How to Parallelize a For Loop in Python
Parallelizing a for loop in Python can significantly boost performance for computationally intensive tasks. Here are three popular ways to achieve it:
Using the concurrent.futures Module
The ThreadPoolExecutor or ProcessPoolExecutor from concurrent.futures allows you to easily parallelize tasks:from concurrent.futures import ThreadPoolExecutor
def task(n):
return n * n
nums = [1, 2, 3, 4, 5]
with ThreadPoolExecutor() as executor:
results = list(executor.map(task, nums))
print(results) # Output: [1, 4, 9, 16, 25]

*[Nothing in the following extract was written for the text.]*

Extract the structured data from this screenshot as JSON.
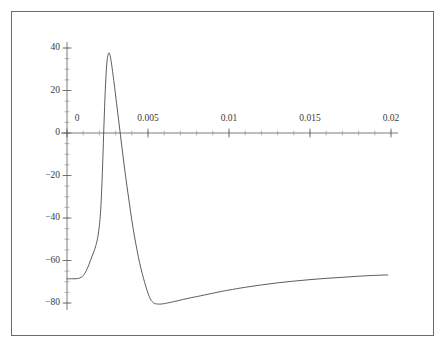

Using the multiprocessing Module
The multiprocessing module is ideal for CPU-bound tasks:from multiprocessing import Pool
def task(n):
return n * n
nums = [1, 2, 3, 4, 5]
with Pool() as pool:
results = pool.map(task, nums)
print(results) # Output: [1, 4, 9, 16, 25]
Using joblib
The joblib library is perfect for simple parallel processing:from joblib import Parallel, delayed
def task(n):
return n * n
nums = [1, 2, 3, 4, 5]
results = Parallel(n_jobs=-1)(delayed(task)(n) for n in nums)
print(results) # Output: [1, 4, 9, 16, 25]
Key Points:
Use ThreadPoolExecutor for I/O-bound tasks.
Use multiprocessing or joblib for CPU-bound tasks.
Ensure your function is stateless and thread-safe for best results.
Each of these approaches lets you efficiently utilize multiple cores, reducing execution time for large datasets or complex calculations.